Il 27/02/23 14:20, Dmitry Baryshkov ha scritto:
On Mon, 27 Feb 2023 at 15:06, AngeloGioacchino Del Regno
<angelogioacchino.delregno@xxxxxxxxxxxxx> wrote:
Il 27/02/23 13:01, Dmitry Baryshkov ha scritto:
I took a glance at the 'cpufreq: qcom-hw: Implement CPRh aware OSM programming'
patch, it doesn't seem to use the header (maybe I checked the older version of the
patch). As for me, this is another signal that cpr_ext_data should come together
with the LUT programming rather than with the CPRh itself.
Konrad, perhaps you can send the cpufreq-hw commits in a separate series, in
which cover letter you mention a dependency on this one?
That would *clearly* show the full picture to reviewers.

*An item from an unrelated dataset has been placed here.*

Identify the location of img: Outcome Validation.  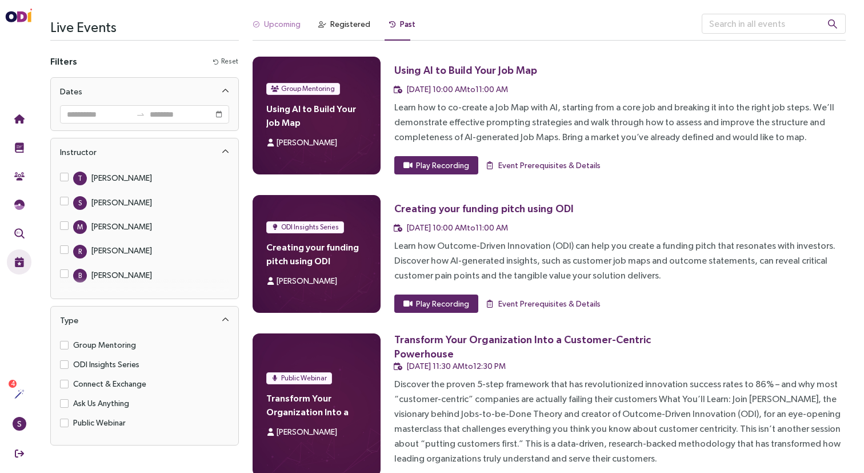
(19, 233).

Yes, that would be great. A small note regarding those patches. I see that you
patched the qcom-cpufreq-hw.c. This way first the driver programs the LUT, then it
reads it back to setup the OPPs. Would it be easier to split OSM-not-programmed
driver?
When I engineered that solution, I kept the cpufreq-hw reading *again* the values
from OSM to keep the driver *fully* compatible with the bootloader-programmed OSM
flow, which makes one thing (in my opinion) perfectly clear: that programming
sequence is exactly the same as what happens "under the hood" on SDM845 (and later)
but performed here-instead-of-there (linux instead of bootloader), with the actual
scaling driver being 100% the same between the two flows in the end.
Having two drivers as you suggested would indeed achieve the same, but wouldn't be
any easier... if you do that, you'd have to *somehow* make sure that the
programming driver does its job before the cpufreq driver tries to read the OSM
status, adding one more link to an already long chain.
Besides, I remember that this question got asked a while ago on the mailing lists
and there was a short discussion about it:
https://www.mail-archive.com/linux-kernel@xxxxxxxxxxxxxxx/msg2555580.html
Ack, I see. Maybe splitting LUT programming to a separate source file
would emphasise the fact that it is only required for some (older)
Maybe. I'm not sure it's worth adding a new helper file, but I don't really have
any strong arguments against...
Konrad, your call.
Cheers!
Angelo
SoCs. Other than that, I have no additional comments for that series.